The Troublesome Youth

Young people are not apolitical, we just can’t relate to the current system.

The ‘baby boomer’ generation after the Second World War and into the 1960s generated a mass movement of protest culture and anti-establishment feeling amongst the young, who were growing in numbers far quicker than ever before. Even to this day we associate the 1960s with the beginning of new music and the spirit of youth rebellion.

Our own generation is greater in numbers than the baby boomers and so we possess enormous power to change the way things are. But instead of learning about our potential we are sedated with junk television and junk music and junk celebrities until we are left doing nothing except scouring the internet looking for funny pictures of cats and dreaming that we might one day be famous enough for reality television.
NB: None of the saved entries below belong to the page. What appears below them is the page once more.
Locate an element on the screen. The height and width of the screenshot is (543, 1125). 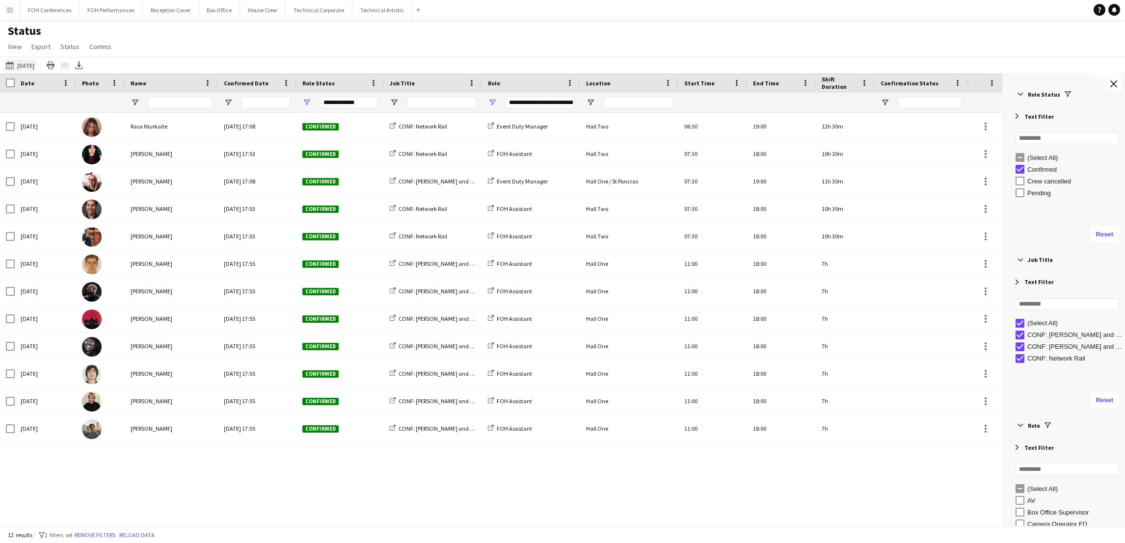
div: (Select All) is located at coordinates (1074, 158).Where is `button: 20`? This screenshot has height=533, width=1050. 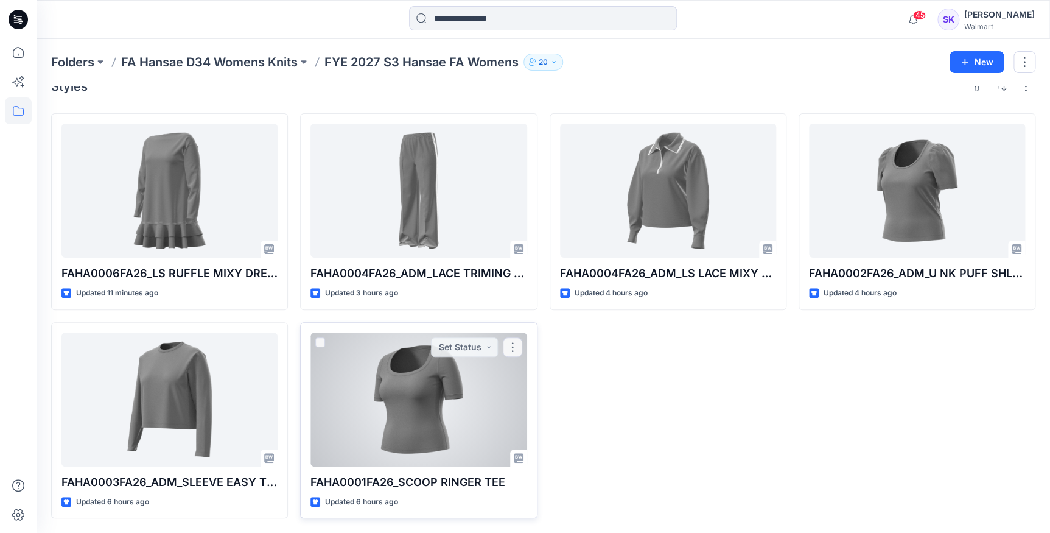 button: 20 is located at coordinates (543, 62).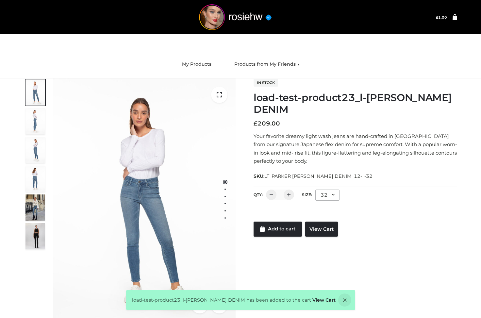  What do you see at coordinates (35, 179) in the screenshot?
I see `img: 2001KLX-Ava-skinny-cove-2-scaled_32c0e67e-5e94-449c-a916-4c02a8c03427.jpg` at bounding box center [35, 179].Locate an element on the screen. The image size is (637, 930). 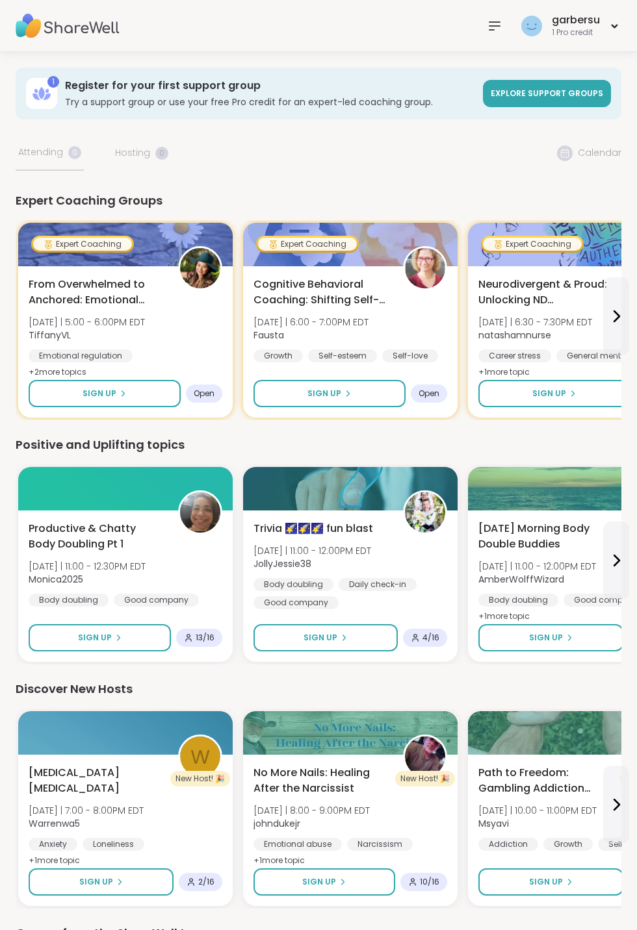
span: Explore support groups is located at coordinates (546, 93). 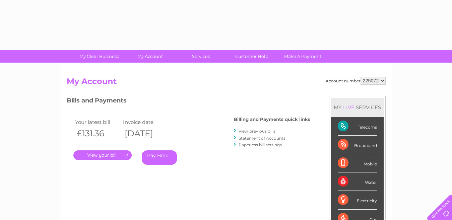 What do you see at coordinates (358, 107) in the screenshot?
I see `div: MY SERVICES` at bounding box center [358, 107].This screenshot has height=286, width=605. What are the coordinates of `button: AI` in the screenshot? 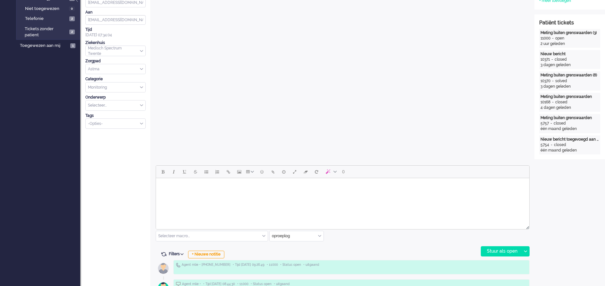 It's located at (331, 172).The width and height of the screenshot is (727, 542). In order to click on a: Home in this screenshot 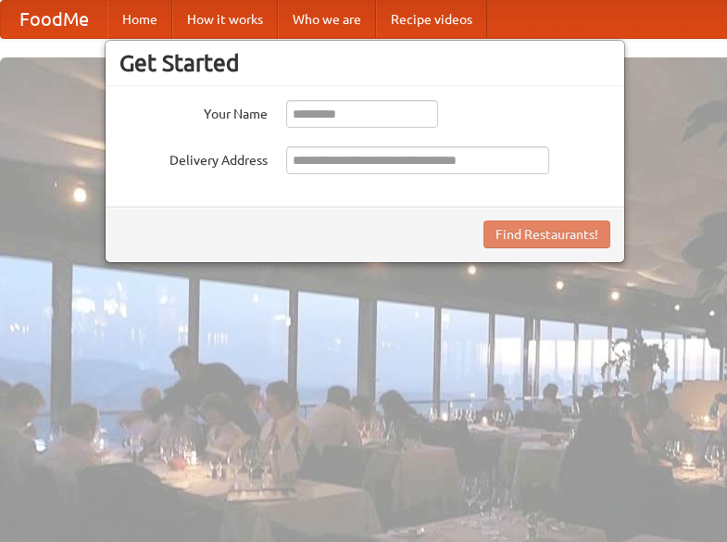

I think this problem is partly due to an education system which doesn’t nurture the individual. I can remember when Higher Maths was suddenly made compulsory at my school at the expense of more artistic and literary subjects, and I thought it was a terrible injustice so I spent most of my time at the back of the Art Department drawing maps and building miniature tree houses from sticks and cardboard instead of going to class. My teachers would find me and call me into their offices and say they were seriously concerned and confused with my poor behaviour, especially since I was “an otherwise well behaved pupil”. But they didn’t understand. It wasn’t misbehaviour, it was my spiritual duty to the Art Messiah and I didn’t want to be processed into something I wasn’t. In English lessons I used to ask if we could do some creative writing and I was told: “You aren’t in primary school anymore.”

If we want the next generation to be politically engaged we have to let them develop and think for themselves, not just process them through the education system whilst hoping they’ll one day get a job and go to work without ever questioning the way things are. We are not simply disengaged from the world on our own accord but we are made to be disengaged. We are taught to write essays and pass exams and remember other people’s analysis and opinions whilst rarely being able to express our own.

We are forever reminded by the media that we are untrustworthy or lazy or drunk or have an attitude problem. They say we are disengaged and don’t care about politics. Actually a lot of us do care. We are very much political but we have no way of relating to the current system where we are governed by very wealthy, privileged, white old men. Politics is run by ‘other people’. Politics is happening ‘somewhere else’. My advice to the older generations would be to not underestimate the young, and my advice to the young would be to not underestimate your own potential to change the way things are.

If you care about free education, or getting into university, or getting a job, then you’re political. If you think there aren’t enough opportunities for you, or that your area is a bit shit, you’re political. We maintain this idea that politics is somewhat upper-class because of the system we see at Westminster constantly aired on our televisions. Actually the Scottish Parliament is much better in terms of representing ordinary people, we just don’t see it on television as often as we should.

The old phrase ‘stick it to the Man’ was once the defining message of the youth movements of the twentieth century. That sentiment has disappeared, but the Man certainly hasn’t.  Maybe it’s time to go back and give the Man a good kick up the arse and establish ourselves a whole new way of doing things with a Yes vote in 2014.